How to make reading a slide sound interesting


If an interesting way of reading from a slide sounds like an oxymoron, have a look at THIS to see how the same lines can be read forwards and backwards - but make sure you stay with it all the way through.

PowerPoint style presentation continues to dominate BBC News – courtesy Robert Peston (again)

In a number of previous posts (here and here), I’ve complained about the obsession of BBC Television news (and other) programmes with increasingly elaborate and confusing graphics.

I can see that using computerised graphics is cheaper than sending reporters and camera crews out to film newsworthy events, but they leave the average viewer (e.g. me) ever more baffled and confused about what tonight's gripping messages are supposed to be.

As if the distracting information overload inflicted on us by the daily diet of PowerPoint presentations isn’t depressing enough, our premier public service broadcaster is still giving us yet another dose of much the same thing on its prime-time evening news bulletins.

Tonight’s offering from Robert Preston plumbed new depths (see below). The ‘news story’ was actually a lecture, disguised as television news footage by flashing moving numbers on the screen, followed by a still picture with a bullet point on it purporting to explain what the biggest of the numbers is supposed to mean.

Just in case anyone was getting bored or baffled by Peston’s monologue at this stage, he suddenly materialises, still talking, on a small TV screen in the corner of a room, from which furniture and fittings keep disappearing – possibly because they can’t stand any more of it either.

Our esteemed business correspondent then returns to his natural habitat, standing next to a screen with slides on it, before we finally get to see a few seconds of film of buildings in the City of London that are presumably intended to make us feel that his PowerPoint presentation was a news story after all.

(I'd be interested to hear from visitors from outside the UK whether this bizarre development in television news coverage is a peculiarly British phenomenon or is a world-wide trend).

The 'magic' of Oscar acceptance speeches

It's an interesting fact that, at school speech days and company award-giving events, the lucky winners do not get to make acceptance speeches - with result that audiences are spared the endless succession of embarrassing expressions of surprise, gratitude and false modesty that are the norm at the annual Academy Awards and Golden Globe ceremonies.

If acceptance speeches aren’t considered a necessary part of such events in the world outside show business, it raises the question of why the organizers allow and encourage Oscar winners to say anything at all – other than, perhaps, Alfred Hitchcock’s minimalist masterpiece (“Thank you”) back in 1967.

Do they really think that anyone wants to hear the succession of rambling thanks to everyone who ever existed (including Clint Eastwood’s mother for passing on her genes to him) or the uncontrolled emotional outbursts from the likes of Halle Berry, Gwyneth Paltrow and Kate Winslet?

The answer is obviously an emphatic “yes”. Otherwise, without the unpredictable possibility of such embarrassing excesses, movie award ceremonies would be so boring that no one would ever watch them, let alone pay large sums of money to broadcast such magical moments to the wider world.

(See here for Paul Hogan's much ignored good advice on award winners' speeches and some reflections on why speech-making doesn't come naturally to actors).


Exercise objective
Below are records; count the lines that contain "Remaining" and state only that count.

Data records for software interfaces
┏━━

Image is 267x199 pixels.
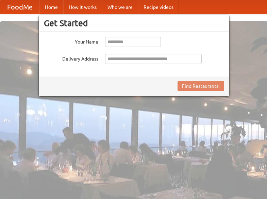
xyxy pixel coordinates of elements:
[63,0,102,14] a: How it works
[39,0,63,14] a: Home
[178,81,224,91] button: Find Restaurants!
[44,37,98,45] label: Your Name
[44,54,98,62] label: Delivery Address
[138,0,179,14] a: Recipe videos
[0,0,39,14] a: FoodMe
[44,18,224,28] h3: Get Started
[102,0,138,14] a: Who we are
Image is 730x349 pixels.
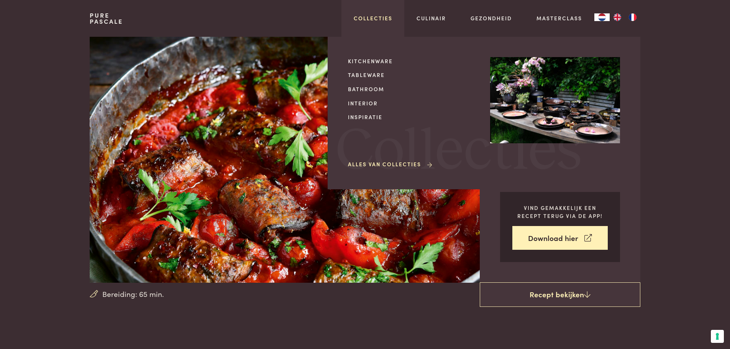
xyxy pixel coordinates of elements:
img: Aubergine-gehaktrolletjes in tomatensaus [90,37,500,283]
a: Masterclass [537,14,582,22]
a: Alles van Collecties [348,160,434,168]
img: Collecties [490,57,620,144]
button: Uw voorkeuren voor toestemming voor trackingtechnologieën [711,330,724,343]
a: Inspiratie [348,113,478,121]
a: Collecties [354,14,393,22]
ul: Language list [610,13,641,21]
div: Language [595,13,610,21]
span: Bereiding: 65 min. [102,289,164,300]
a: Culinair [417,14,446,22]
span: Collecties [336,122,582,181]
a: Tableware [348,71,478,79]
a: Kitchenware [348,57,478,65]
a: Recept bekijken [480,283,641,307]
a: Gezondheid [471,14,512,22]
a: Download hier [513,226,608,250]
a: EN [610,13,625,21]
a: Interior [348,99,478,107]
a: PurePascale [90,12,123,25]
aside: Language selected: Nederlands [595,13,641,21]
p: Vind gemakkelijk een recept terug via de app! [513,204,608,220]
a: Bathroom [348,85,478,93]
a: FR [625,13,641,21]
a: NL [595,13,610,21]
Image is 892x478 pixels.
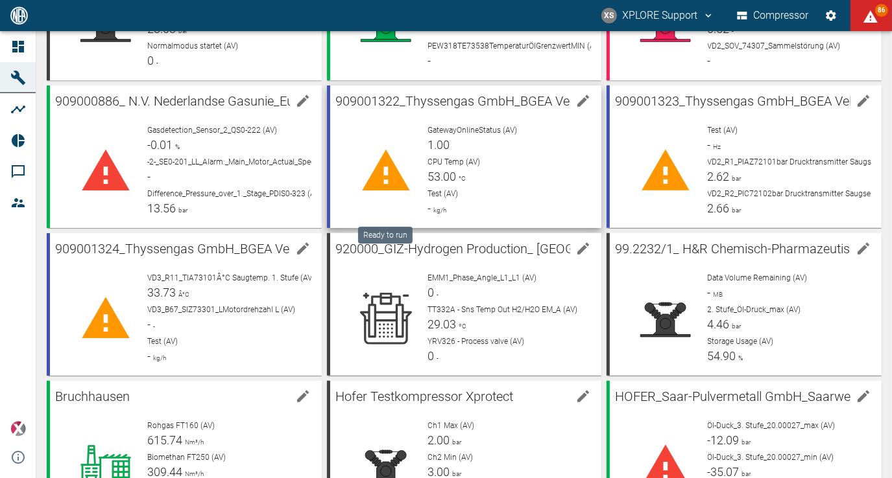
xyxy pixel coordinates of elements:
[427,158,480,167] span: CPU Temp (AV)
[427,41,601,51] span: PEW318TE73538TemperaturÖlGrenzwertMIN (AV)
[570,236,596,262] button: edit machine
[707,54,711,67] span: -
[427,202,431,215] span: -
[711,291,723,298] span: MB
[154,59,158,66] span: -
[335,241,686,257] span: 920000_GIZ-Hydrogen Production_ [GEOGRAPHIC_DATA] (BR)
[147,126,277,135] span: Gasdetection_Sensor_2_QS0-222 (AV)
[147,170,150,183] span: -
[707,41,840,51] span: VD2_SOV_74307_Sammelstörung (AV)
[9,6,29,24] img: logo
[449,439,461,446] span: bar
[150,355,166,362] span: kg/h
[431,207,446,214] span: kg/h
[427,170,456,183] span: 53.00
[570,88,596,114] button: edit machine
[729,27,734,34] span: -
[147,202,176,215] span: 13.56
[147,421,215,431] span: Rohgas FT160 (AV)
[601,8,617,23] div: XS
[55,389,130,405] span: Bruchhausen
[335,389,513,405] span: Hofer Testkompressor Xprotect
[606,86,881,228] a: 909001323_Thyssengas GmbH_BGEA Velen ([GEOGRAPHIC_DATA])edit machineTest (AV)-HzVD2_R1_PIAZ72101b...
[147,22,176,36] span: 28.03
[147,189,322,198] span: Difference_Pressure_over_1._Stage_PDIS0-323 (AV)
[176,207,187,214] span: bar
[456,175,466,182] span: °C
[427,138,449,152] span: 1.00
[570,384,596,410] button: edit machine
[427,189,458,198] span: Test (AV)
[176,291,189,298] span: Â°C
[707,126,738,135] span: Test (AV)
[290,88,316,114] button: edit machine
[55,241,439,257] span: 909001324_Thyssengas GmbH_BGEA Velen ([GEOGRAPHIC_DATA])
[707,22,729,36] span: 0.52
[711,143,721,150] span: Hz
[434,355,438,362] span: -
[10,421,26,437] img: Xplore Logo
[739,439,751,446] span: bar
[335,93,719,109] span: 909001322_Thyssengas GmbH_BGEA Velen ([GEOGRAPHIC_DATA])
[290,236,316,262] button: edit machine
[599,4,716,27] button: compressors@neaxplore.com
[147,337,178,346] span: Test (AV)
[736,355,743,362] span: %
[290,384,316,410] button: edit machine
[707,434,739,447] span: -12.09
[729,323,741,330] span: bar
[427,286,434,300] span: 0
[449,471,461,478] span: bar
[734,4,811,27] button: Compressor
[707,337,774,346] span: Storage Usage (AV)
[707,349,736,363] span: 54.90
[819,4,842,27] button: Settings
[427,337,524,346] span: YRV326 - Process valve (AV)
[434,291,438,298] span: -
[707,453,834,462] span: Öl-Duck_3. Stufe_20.00027_min (AV)
[850,88,876,114] button: edit machine
[147,453,226,462] span: Biomethan FT250 (AV)
[707,138,711,152] span: -
[147,318,150,331] span: -
[427,453,473,462] span: Ch2 Min (AV)
[147,286,176,300] span: 33.73
[606,233,881,376] a: 99.2232/1_ H&R Chemisch-Pharmazeutische_Salzbergen (DE)_xMobileedit machineData Volume Remaining ...
[707,305,801,314] span: 2. Stufe_Öl-Druck_max (AV)
[47,233,322,376] a: 909001324_Thyssengas GmbH_BGEA Velen ([GEOGRAPHIC_DATA])edit machineVD3_R11_TIA73101Â°C Saugtemp....
[850,236,876,262] button: edit machine
[182,439,204,446] span: Nm³/h
[427,318,456,331] span: 29.03
[427,434,449,447] span: 2.00
[147,434,182,447] span: 615.74
[850,384,876,410] button: edit machine
[327,233,602,376] a: 920000_GIZ-Hydrogen Production_ [GEOGRAPHIC_DATA] (BR)edit machineEMM1_Phase_Angle_L1_L1 (AV)0-TT...
[707,421,835,431] span: Öl-Duck_3. Stufe_20.00027_max (AV)
[147,41,238,51] span: Normalmodus startet (AV)
[327,86,602,228] a: 909001322_Thyssengas GmbH_BGEA Velen ([GEOGRAPHIC_DATA])edit machineGatewayOnlineStatus (AV)1.00C...
[147,138,172,152] span: -0.01
[147,54,154,67] span: 0
[707,274,807,283] span: Data Volume Remaining (AV)
[707,286,711,300] span: -
[427,54,431,67] span: -
[147,305,295,314] span: VD3_B67_SIZ73301_LMotordrehzahl L (AV)
[707,202,729,215] span: 2.66
[182,471,204,478] span: Nm³/h
[456,323,466,330] span: ºC
[427,274,536,283] span: EMM1_Phase_Angle_L1_L1 (AV)
[176,27,187,34] span: bar
[729,175,741,182] span: bar
[427,126,517,135] span: GatewayOnlineStatus (AV)
[147,349,150,363] span: -
[707,170,729,183] span: 2.62
[358,227,412,244] div: Ready to run
[427,22,431,36] span: -
[427,421,474,431] span: Ch1 Max (AV)
[150,323,155,330] span: -
[427,349,434,363] span: 0
[729,207,741,214] span: bar
[55,93,462,109] span: 909000886_ N.V. Nederlandse Gasunie_Eursinge ([GEOGRAPHIC_DATA])
[47,86,322,228] a: 909000886_ N.V. Nederlandse Gasunie_Eursinge ([GEOGRAPHIC_DATA])edit machineGasdetection_Sensor_2...
[172,143,180,150] span: %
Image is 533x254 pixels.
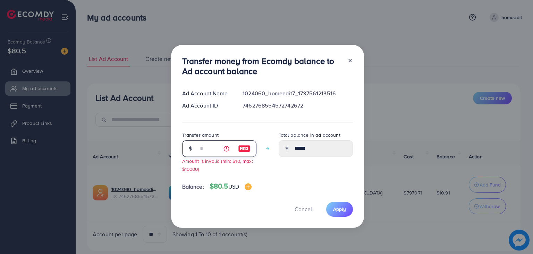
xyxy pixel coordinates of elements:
label: Transfer amount [182,131,219,138]
div: 1024060_homeedit7_1737561213516 [237,89,358,97]
span: Cancel [295,205,312,213]
div: Ad Account Name [177,89,238,97]
img: image [245,183,252,190]
img: image [238,144,251,152]
div: 7462768554572742672 [237,101,358,109]
span: USD [229,182,239,190]
span: Balance: [182,182,204,190]
span: Apply [333,205,346,212]
div: Ad Account ID [177,101,238,109]
h4: $80.5 [210,182,252,190]
label: Total balance in ad account [279,131,341,138]
h3: Transfer money from Ecomdy balance to Ad account balance [182,56,342,76]
button: Cancel [286,201,321,216]
small: Amount is invalid (min: $10, max: $10000) [182,157,253,172]
button: Apply [326,201,353,216]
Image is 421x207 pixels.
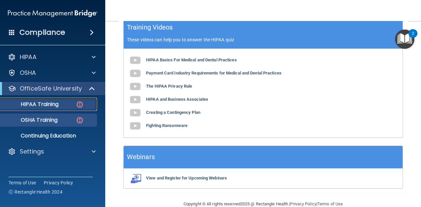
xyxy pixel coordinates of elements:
[9,180,36,186] a: Terms of Use
[8,53,96,61] a: HIPAA
[128,106,142,120] img: gray_youtube_icon.38fcd6cc.png
[8,7,97,20] img: PMB logo
[146,97,208,102] b: HIPAA and Business Associates
[128,54,142,67] img: gray_youtube_icon.38fcd6cc.png
[128,120,142,133] img: gray_youtube_icon.38fcd6cc.png
[290,202,316,207] a: Privacy Policy
[317,202,342,207] a: Terms of Use
[146,110,200,115] b: Creating a Contingency Plan
[8,85,95,93] a: OfficeSafe University
[20,69,36,77] p: OSHA
[20,53,36,61] p: HIPAA
[128,93,142,106] img: gray_youtube_icon.38fcd6cc.png
[8,148,96,156] a: Settings
[76,116,84,125] img: danger-circle.6113f641.png
[8,69,96,77] a: OSHA
[146,71,281,76] b: Payment Card Industry Requirements for Medical and Dental Practices
[128,80,142,93] img: gray_youtube_icon.38fcd6cc.png
[128,174,142,184] img: webinarIcon.c7ebbf15.png
[146,84,192,89] b: The HIPAA Privacy Rule
[395,30,414,49] button: Open Resource Center, 2 new notifications
[127,37,399,42] p: These videos can help you to answer the HIPAA quiz
[127,22,173,33] h5: Training Videos
[127,151,155,163] h5: Webinars
[19,28,65,37] h4: Compliance
[20,148,44,156] p: Settings
[44,180,73,186] a: Privacy Policy
[4,101,58,108] p: HIPAA Training
[146,58,237,62] b: HIPAA Basics For Medical and Dental Practices
[76,101,84,109] img: danger-circle.6113f641.png
[4,117,58,124] p: OSHA Training
[411,34,414,42] div: 2
[4,133,94,139] p: Continuing Education
[128,67,142,80] img: gray_youtube_icon.38fcd6cc.png
[9,189,62,196] span: Ⓒ Rectangle Health 2024
[146,123,187,128] b: Fighting Ransomware
[146,176,227,181] b: View and Register for Upcoming Webinars
[20,85,82,93] p: OfficeSafe University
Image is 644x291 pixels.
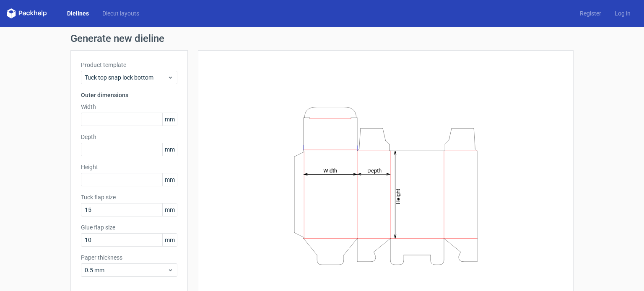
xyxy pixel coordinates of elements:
[81,254,178,262] label: Paper thickness
[81,163,178,172] label: Height
[162,143,177,156] span: mm
[96,10,146,18] a: Diecut layouts
[81,133,178,141] label: Depth
[81,91,178,99] h3: Outer dimensions
[71,33,573,43] h1: Generate new dieline
[81,193,178,201] label: Tuck flap size
[162,204,177,216] span: mm
[162,234,177,246] span: mm
[573,10,608,18] a: Register
[162,173,177,186] span: mm
[81,223,178,232] label: Glue flap size
[608,10,637,18] a: Log in
[61,10,96,18] a: Dielines
[81,61,178,69] label: Product template
[323,167,337,173] tspan: Width
[85,266,168,274] span: 0.5 mm
[85,74,168,82] span: Tuck top snap lock bottom
[81,103,178,111] label: Width
[367,167,381,173] tspan: Depth
[395,189,401,204] tspan: Height
[162,113,177,126] span: mm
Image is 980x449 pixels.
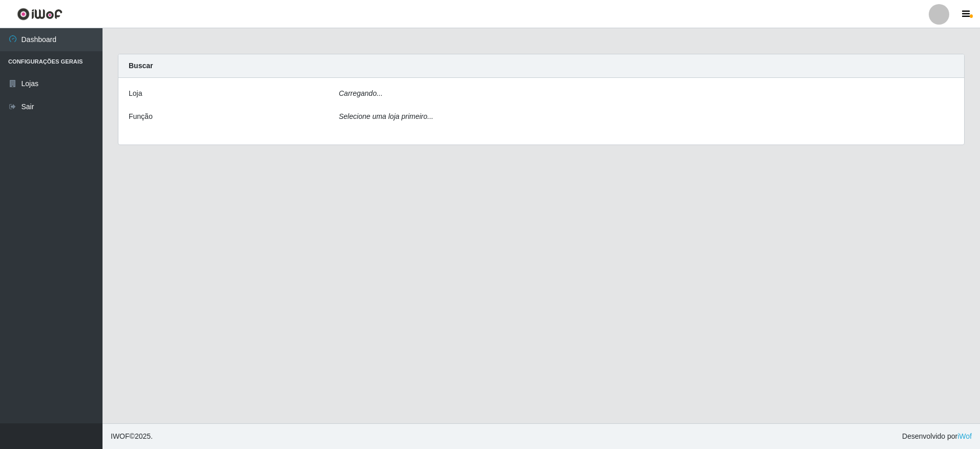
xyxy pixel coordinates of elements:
span: IWOF [111,432,129,440]
a: iWof [958,432,972,440]
label: Loja [128,88,142,99]
i: Selecione uma loja primeiro... [339,112,433,120]
img: CoreUI Logo [17,8,62,20]
span: Desenvolvido por [902,431,972,442]
i: Carregando... [339,89,383,97]
strong: Buscar [128,61,152,69]
span: © 2025 . [111,431,152,442]
label: Função [128,111,152,122]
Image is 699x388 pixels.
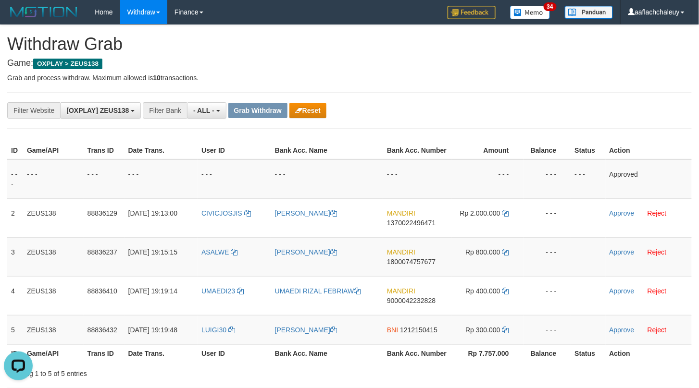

┗━━

Answer to this problem
2